Huge gaps in the state’s case against 2010 Soccer World Cup head of security Linda Mti have raised concerns that his trial was ”cooked”.
It was touted to be a friendly, "inquisitorial" forum, but had all the elements of a bitter family feud where old comrades squared up in new battles. On the one side: the mandarins of the state and the political party that brought liberation, fighting to protect old networks of solidarity.
The Scorpions’ successful model of investigation will be destroyed by legislation tabled in Parliament this week which absorbs the unit’s investigators into the police.
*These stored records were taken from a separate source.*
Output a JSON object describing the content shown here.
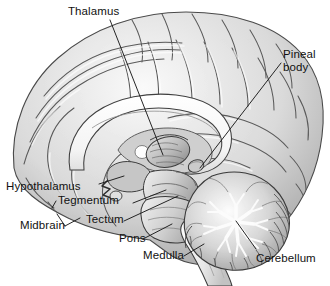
{
  "figure": {
    "background_color": "#ffffff",
    "label_color": "#111111",
    "leader_line_color": "#1a1a1a",
    "width": 330,
    "height": 286
  },
  "labels": {
    "thalamus": "Thalamus",
    "pineal_body": "Pineal\nbody",
    "hypothalamus": "Hypothalamus",
    "tegmentum": "Tegmentum",
    "midbrain": "Midbrain",
    "tectum": "Tectum",
    "pons": "Pons",
    "medulla": "Medulla",
    "cerebellum": "Cerebellum"
  },
  "structures": [
    {
      "name": "cerebral-cortex",
      "label": "",
      "fill": "#d9d9d9"
    },
    {
      "name": "corpus-callosum",
      "label": "",
      "fill": "#fbfbfb"
    },
    {
      "name": "thalamus",
      "label": "Thalamus",
      "fill": "#b7b7b7"
    },
    {
      "name": "pineal-body",
      "label": "Pineal body",
      "fill": "#c9c9c9"
    },
    {
      "name": "hypothalamus",
      "label": "Hypothalamus",
      "fill": "#c4c4c4"
    },
    {
      "name": "tectum",
      "label": "Tectum",
      "fill": "#b0b0b0"
    },
    {
      "name": "tegmentum",
      "label": "Tegmentum",
      "fill": "#bdbdbd"
    },
    {
      "name": "midbrain",
      "label": "Midbrain",
      "fill": "#b5b5b5"
    },
    {
      "name": "pons",
      "label": "Pons",
      "fill": "#cfcfcf"
    },
    {
      "name": "medulla",
      "label": "Medulla",
      "fill": "#e3e3e3"
    },
    {
      "name": "cerebellum",
      "label": "Cerebellum",
      "fill": "#cacaca"
    }
  ],
  "label_positions": {
    "thalamus": {
      "x": 68,
      "y": 5,
      "align": "left"
    },
    "pineal_body": {
      "x": 283,
      "y": 48,
      "align": "left"
    },
    "hypothalamus": {
      "x": 6,
      "y": 180,
      "align": "left"
    },
    "tegmentum": {
      "x": 58,
      "y": 201,
      "align": "left"
    },
    "midbrain": {
      "x": 20,
      "y": 219,
      "align": "left"
    },
    "tectum": {
      "x": 86,
      "y": 219,
      "align": "left"
    },
    "pons": {
      "x": 119,
      "y": 236,
      "align": "left"
    },
    "medulla": {
      "x": 143,
      "y": 253,
      "align": "left"
    },
    "cerebellum": {
      "x": 256,
      "y": 258,
      "align": "left"
    }
  }
}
The government previously indicated that the unit’s model of prosecution-led investigations would be incorporated into the new “super” unit set up to tackle organised crime.
ANC president Jacob Zuma’s corruption trial will not go ahead in August this year. The Mail & Guardian has established that the legal teams of both Zuma and French arms company Thint have told the National Prosecuting Authority and KwaZulu-Natal Judge President Vuka Tshabalala that they will not be ready to proceed on August 4 in the Pietermaritzburg High Court.
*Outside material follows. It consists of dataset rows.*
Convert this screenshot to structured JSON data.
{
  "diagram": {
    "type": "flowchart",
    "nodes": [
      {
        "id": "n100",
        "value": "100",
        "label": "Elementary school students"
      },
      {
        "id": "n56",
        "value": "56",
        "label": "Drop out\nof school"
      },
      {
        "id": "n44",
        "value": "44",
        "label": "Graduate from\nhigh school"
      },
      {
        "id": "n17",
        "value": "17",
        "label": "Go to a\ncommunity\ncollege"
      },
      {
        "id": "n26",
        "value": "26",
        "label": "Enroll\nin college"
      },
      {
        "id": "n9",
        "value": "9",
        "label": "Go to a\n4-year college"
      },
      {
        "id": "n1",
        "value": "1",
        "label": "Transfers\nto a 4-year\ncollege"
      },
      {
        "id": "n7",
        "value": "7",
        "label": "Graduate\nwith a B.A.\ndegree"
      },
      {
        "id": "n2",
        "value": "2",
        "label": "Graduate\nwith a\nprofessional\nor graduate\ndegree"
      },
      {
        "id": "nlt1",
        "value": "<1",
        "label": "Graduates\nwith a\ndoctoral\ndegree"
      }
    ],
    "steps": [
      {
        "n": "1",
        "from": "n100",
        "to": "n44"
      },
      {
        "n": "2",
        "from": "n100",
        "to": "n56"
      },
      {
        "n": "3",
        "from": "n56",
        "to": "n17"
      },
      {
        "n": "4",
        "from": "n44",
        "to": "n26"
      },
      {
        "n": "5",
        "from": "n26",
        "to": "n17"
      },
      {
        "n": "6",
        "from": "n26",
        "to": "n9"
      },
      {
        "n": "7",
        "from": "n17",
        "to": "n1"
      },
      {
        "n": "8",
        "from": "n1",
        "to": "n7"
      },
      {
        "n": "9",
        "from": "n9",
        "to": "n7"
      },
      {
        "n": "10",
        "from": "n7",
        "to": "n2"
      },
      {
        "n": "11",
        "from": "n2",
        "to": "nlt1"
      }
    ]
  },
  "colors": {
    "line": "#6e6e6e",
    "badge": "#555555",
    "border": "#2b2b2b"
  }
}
The government’s astonishing bid to protect police National Commissioner Jackie Selebi from being arrested was laid bare this week in minute detail by suspended prosecutions boss Vusi Pikoli. Compelling evidence produced by Pikoli at the Ginwala inquiry in Johannesburg indicates President Thabo Mbeki and several other senior government officials colluded to save Selebi.
Suspended prosecutions boss Vusi Pikoli was instructed by Justice and Constitutional Development Minister Brigitte Mabandla, acting on President Thabo Mbeki’s orders, to cancel the Scorpions’s investigation of police National Commissioner Jackie Selebi.
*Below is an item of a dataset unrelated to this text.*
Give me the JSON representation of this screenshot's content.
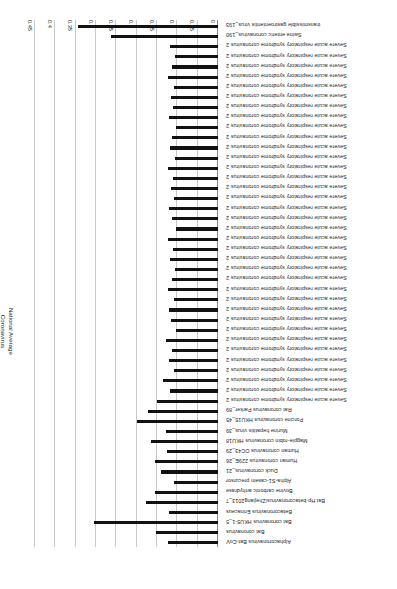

South African Revenue Service commissioner Pravin Gordhan has been asked to consider becoming South Africa’s next police boss. If he were to agree and be appointed by President Thabo Mbeki, Gordhan could take over the reins from embattled police National Commissioner Jackie Selebi before the end of June.
ANC and opposition councillors of the Ekurhuleni Metropolitan Municipality stand to gain handsomely from a controversial land deal, which may have robbed the municipality of millions of rands. The M&G reported last week on Flusk’s allegation that land ”worth not less than R100-million” was alienated to developer Rean Booysen for ”the paltry sum of some R7-million”.
The Ekurhuleni Metropolitan Municipality may have lost more than R93-million in a dodgy land development deal. This startling allegation is made by metro manager Patrick Flusk in an affidavit submitted to the Pretoria High Court this week, in an application by the developer of an upmarket East Rand property development.
Colleagues say he’s racist and authoritarian; local people say he’s straight, dedicated and effective.One of the country’s most successful police bosses is sitting at home terrified that his own colleagues might kill him. Superintendent Joe Odendaal, 48-year-old station commissioner at the highly effective Sandringham police station in Johannesburg, is on sick leave caused by stress.